Nurses had already been working at their absolute limit for years in both outpatient clinics and hospitals, he stresses. Conditions hit women the hardest because they fill more than two-thirds of the nursing jobs throughout the country.

Those who suffer most can't afford to rest after their paid caregiving ends because the unpaid labor of tending to children and dependents awaits them at home. Many also experience racism or sexism in the workplace, but struggle to find new positions, Goutrié says.

Half of all critically ill patients on respirators do not survive

Low wages, high stress levels


According to the German Economic Institute, the country could see a shortage of around 307,000 nursing staff by 2035.

The problem has been steadily worsening for years. Conditions create physical and emotional strain, and understaffed teams often mean working overtime — on the lowest possible wages.

Anonymous reports by hospital personnel from across the country describe how this feels on a website called "Schwarzbuch Krankenhaus," (Black Book Hospital). Health workers' comments read:

"I didn't even have time to care for the dying!"

"I love my job and I am very proud of it.

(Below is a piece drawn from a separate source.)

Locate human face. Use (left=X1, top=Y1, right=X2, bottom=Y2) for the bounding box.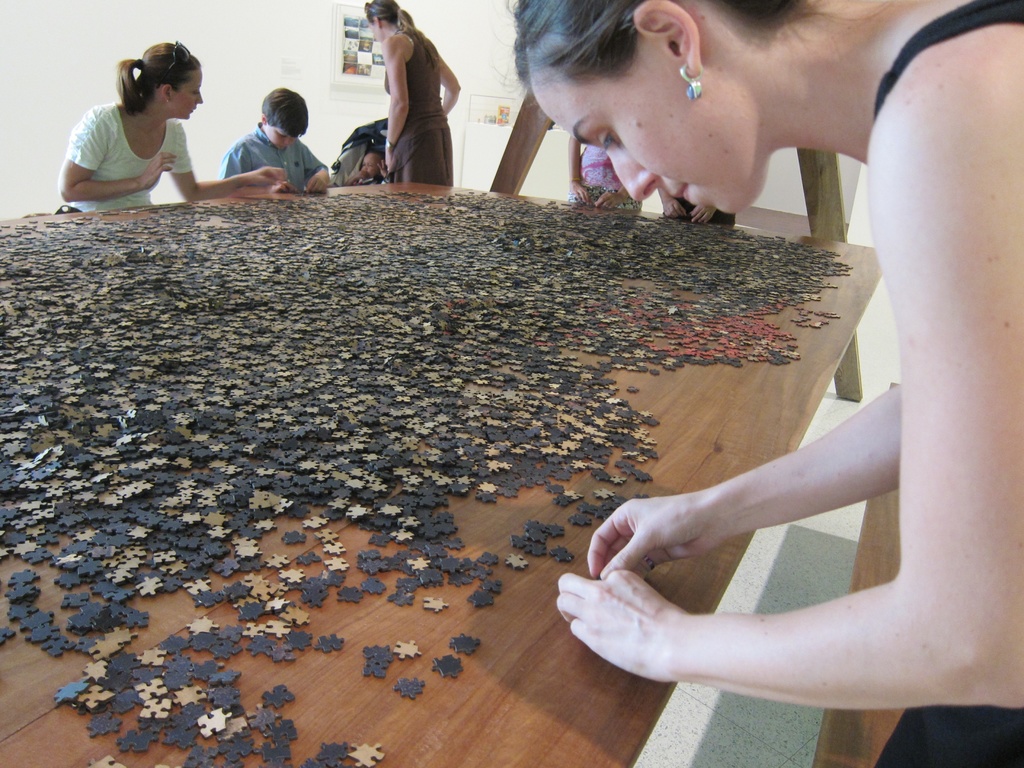
(left=359, top=151, right=379, bottom=175).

But I am so shocked by the abysmal care in this facility that I couldn't stand it for more than two years."

"When I broke down crying in the ward, none of the other nurses had even a moment to comfort me."


Burnout or coolout?

Such accounts reveal a wide spectrum of psychological distress. Burnout is a much-discussed topic in nursing. But there is also a phenomenon known as "coolout" that is becoming more common in Germany.

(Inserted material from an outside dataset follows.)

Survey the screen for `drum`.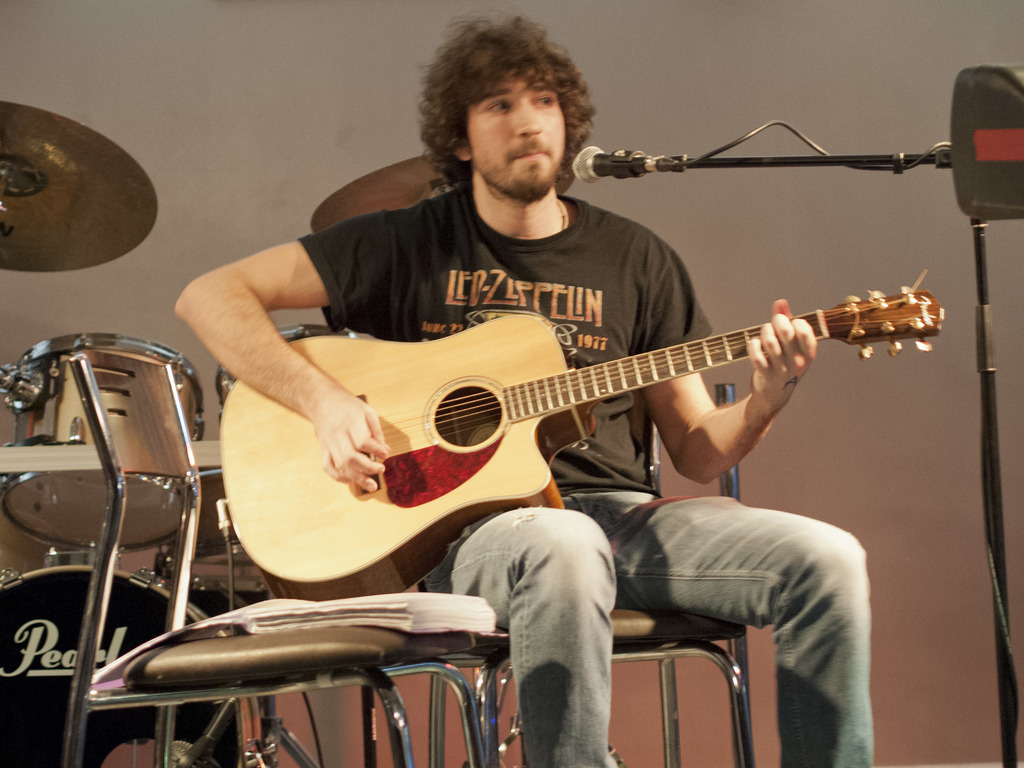
Survey found: 156:410:268:595.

"It's when you don't care about anything. Nothing touches you anymore. It's a state of complete overload. You take care of people in a state of emergency," Goutrié says, adding that this leads to mistakes or even violence towards patients.

In June 2021, politicians vowed to make improvements, launching a nursing reform that came into force this year. It aims to alleviate the skilled worker shortage and job stress with better wages and more onsite decision-making responsibility for nursing staff.

But Goutrié is considering a career change, to maybe start something completely different, even if the idea pains him. "If you see yourself as a caregiver, it makes sense to go into nursing," he says. "But at what cost?"

This article was originally written in German.